Furry white fabric lines the interior of this winter-themed kid's bedroom, which Mireia Luzárraga and Alejandro Muiño of Spanish studio Takk have constructed inside their home in Barcelona.
Affectionately titled Winter Bedroom (for a Big Grrl), the self-contained structure was designed as a hideaway for the couple's young daughter.
It takes the shape of a 3.5-metre-high dome that tapers off into a narrow entrance on one side, resembling an igloo.
The project forms part of Takk's ongoing and continuous renovation of the warehouse space where its founders both live and build their large-scale architectural works.
"The house-workshop is a 400-square-metre space that can host the installations that we design and produce," Luzárraga told Dezeen.
"At the same time, the space is being colonised by some domestic spaces that condition it for living. It's continuously changing depending on the work that we are developing. Some of the pieces stay forever, and some of them are temporary."
Most of the materials used to form the Winter Bedroom are repurposed from Takk's previous projects, including the steel-chain curtain that covers the entrance in lieu of a door and the three layers of foam that line the dome's ceiling and its entire exterior.
Set on top of a wooden structure of vertical and horizontal ribs, the foam sheets serve seral purposes. For one, they maintain the all-white palette of the sleeping quarters and provide extra warmth in the industrial warehouse, which has plenty of space and light but little insulation.
Unlike traditional cladding or wall panelling, the foam also moulds easily to the dome's rounded form.
"The flexible condition of the material easily adapts to the igloo shape," explained Muiño, who founded Takk together with Luzárraga shortly after the couple met in 2008.
Inside the bedroom, a snowy carpet covers not just the floor but also the walls and the raised platform that holds up the bed.
"The interior space has a floor at a height of 90 centimetres where the mattress lies, all covered in a white furry carpet ready to be enjoyed barefoot," Muiño said. "Below this big bed, there is a space for storing, playing or hiding."
Spherical lights integrated into the ceiling form what the studio describes as "a sky of bulbs", designed to create the impression of looking up at the stars.
Takk recently constructed another self-contained bedroom as part of an apartment renovation in Madrid, where the communal sleeping quarters are perched on stilts.
For more creative kids' bedrooms, see our lookbook of ten contemporary children's bedrooms.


WHAT TO PRODUCE: Search term "name": please copy every line of the records below that contains it.

----- INFORMATION SUPPLIED

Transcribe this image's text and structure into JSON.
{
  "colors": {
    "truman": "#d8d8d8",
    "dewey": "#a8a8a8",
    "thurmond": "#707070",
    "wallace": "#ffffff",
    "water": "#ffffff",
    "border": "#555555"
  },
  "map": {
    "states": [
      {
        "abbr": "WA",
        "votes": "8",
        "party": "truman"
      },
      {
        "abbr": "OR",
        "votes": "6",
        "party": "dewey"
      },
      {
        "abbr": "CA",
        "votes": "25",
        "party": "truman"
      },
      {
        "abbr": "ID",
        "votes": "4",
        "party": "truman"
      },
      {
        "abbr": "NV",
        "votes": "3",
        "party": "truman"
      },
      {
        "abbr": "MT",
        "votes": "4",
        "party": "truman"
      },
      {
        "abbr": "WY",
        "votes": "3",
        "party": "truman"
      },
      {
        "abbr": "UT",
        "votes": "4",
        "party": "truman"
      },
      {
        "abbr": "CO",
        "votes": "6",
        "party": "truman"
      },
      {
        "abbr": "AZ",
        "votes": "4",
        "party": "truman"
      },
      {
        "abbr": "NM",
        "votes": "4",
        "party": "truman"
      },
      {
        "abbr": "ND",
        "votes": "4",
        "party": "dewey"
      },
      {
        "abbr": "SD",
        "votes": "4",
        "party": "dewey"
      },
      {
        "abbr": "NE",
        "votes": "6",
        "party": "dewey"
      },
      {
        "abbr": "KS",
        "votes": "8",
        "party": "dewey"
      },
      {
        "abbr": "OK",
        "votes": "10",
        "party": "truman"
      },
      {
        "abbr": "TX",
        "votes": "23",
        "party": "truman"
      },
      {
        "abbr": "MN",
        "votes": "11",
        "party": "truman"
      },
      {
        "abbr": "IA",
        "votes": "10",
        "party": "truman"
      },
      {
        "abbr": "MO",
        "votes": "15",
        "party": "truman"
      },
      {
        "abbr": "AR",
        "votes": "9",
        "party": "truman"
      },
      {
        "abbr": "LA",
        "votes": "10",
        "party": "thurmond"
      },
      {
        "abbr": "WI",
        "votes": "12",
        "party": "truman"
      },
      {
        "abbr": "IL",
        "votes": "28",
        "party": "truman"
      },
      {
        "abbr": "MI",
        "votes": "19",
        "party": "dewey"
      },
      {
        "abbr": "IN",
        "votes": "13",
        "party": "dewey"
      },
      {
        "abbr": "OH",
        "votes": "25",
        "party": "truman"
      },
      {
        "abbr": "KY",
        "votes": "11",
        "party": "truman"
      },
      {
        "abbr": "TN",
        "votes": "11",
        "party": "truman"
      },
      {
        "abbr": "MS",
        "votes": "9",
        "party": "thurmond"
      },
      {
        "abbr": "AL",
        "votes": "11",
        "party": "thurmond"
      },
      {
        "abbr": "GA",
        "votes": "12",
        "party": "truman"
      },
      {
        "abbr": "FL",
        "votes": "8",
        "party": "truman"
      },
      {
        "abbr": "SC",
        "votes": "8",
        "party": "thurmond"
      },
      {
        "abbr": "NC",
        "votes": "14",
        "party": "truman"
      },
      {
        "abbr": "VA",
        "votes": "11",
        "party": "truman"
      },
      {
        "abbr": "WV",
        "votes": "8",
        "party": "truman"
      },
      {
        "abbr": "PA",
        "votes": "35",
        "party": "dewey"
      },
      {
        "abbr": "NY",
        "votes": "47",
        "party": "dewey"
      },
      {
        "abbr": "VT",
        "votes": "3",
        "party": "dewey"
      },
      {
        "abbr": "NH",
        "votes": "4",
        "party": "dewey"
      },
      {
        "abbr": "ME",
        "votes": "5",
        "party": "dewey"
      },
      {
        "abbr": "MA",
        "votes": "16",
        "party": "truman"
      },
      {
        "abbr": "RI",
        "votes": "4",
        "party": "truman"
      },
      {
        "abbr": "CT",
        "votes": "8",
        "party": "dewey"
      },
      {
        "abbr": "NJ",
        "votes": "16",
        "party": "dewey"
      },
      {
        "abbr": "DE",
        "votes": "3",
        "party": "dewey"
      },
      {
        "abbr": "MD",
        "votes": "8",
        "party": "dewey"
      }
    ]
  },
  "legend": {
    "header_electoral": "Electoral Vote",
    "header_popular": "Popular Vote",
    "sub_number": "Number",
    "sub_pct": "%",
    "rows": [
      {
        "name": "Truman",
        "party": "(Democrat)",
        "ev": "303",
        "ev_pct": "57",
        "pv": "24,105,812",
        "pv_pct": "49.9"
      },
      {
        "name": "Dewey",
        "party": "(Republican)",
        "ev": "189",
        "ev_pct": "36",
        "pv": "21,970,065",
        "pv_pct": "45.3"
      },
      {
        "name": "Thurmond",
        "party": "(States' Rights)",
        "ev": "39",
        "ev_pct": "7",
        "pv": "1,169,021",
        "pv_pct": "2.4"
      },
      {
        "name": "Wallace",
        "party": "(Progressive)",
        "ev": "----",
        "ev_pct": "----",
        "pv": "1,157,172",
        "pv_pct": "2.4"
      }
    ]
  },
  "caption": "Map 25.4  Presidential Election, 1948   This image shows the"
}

----------

SOLVED PROBLEM:
        "name": "Truman",
        "name": "Dewey",
        "name": "Thurmond",
        "name": "Wallace",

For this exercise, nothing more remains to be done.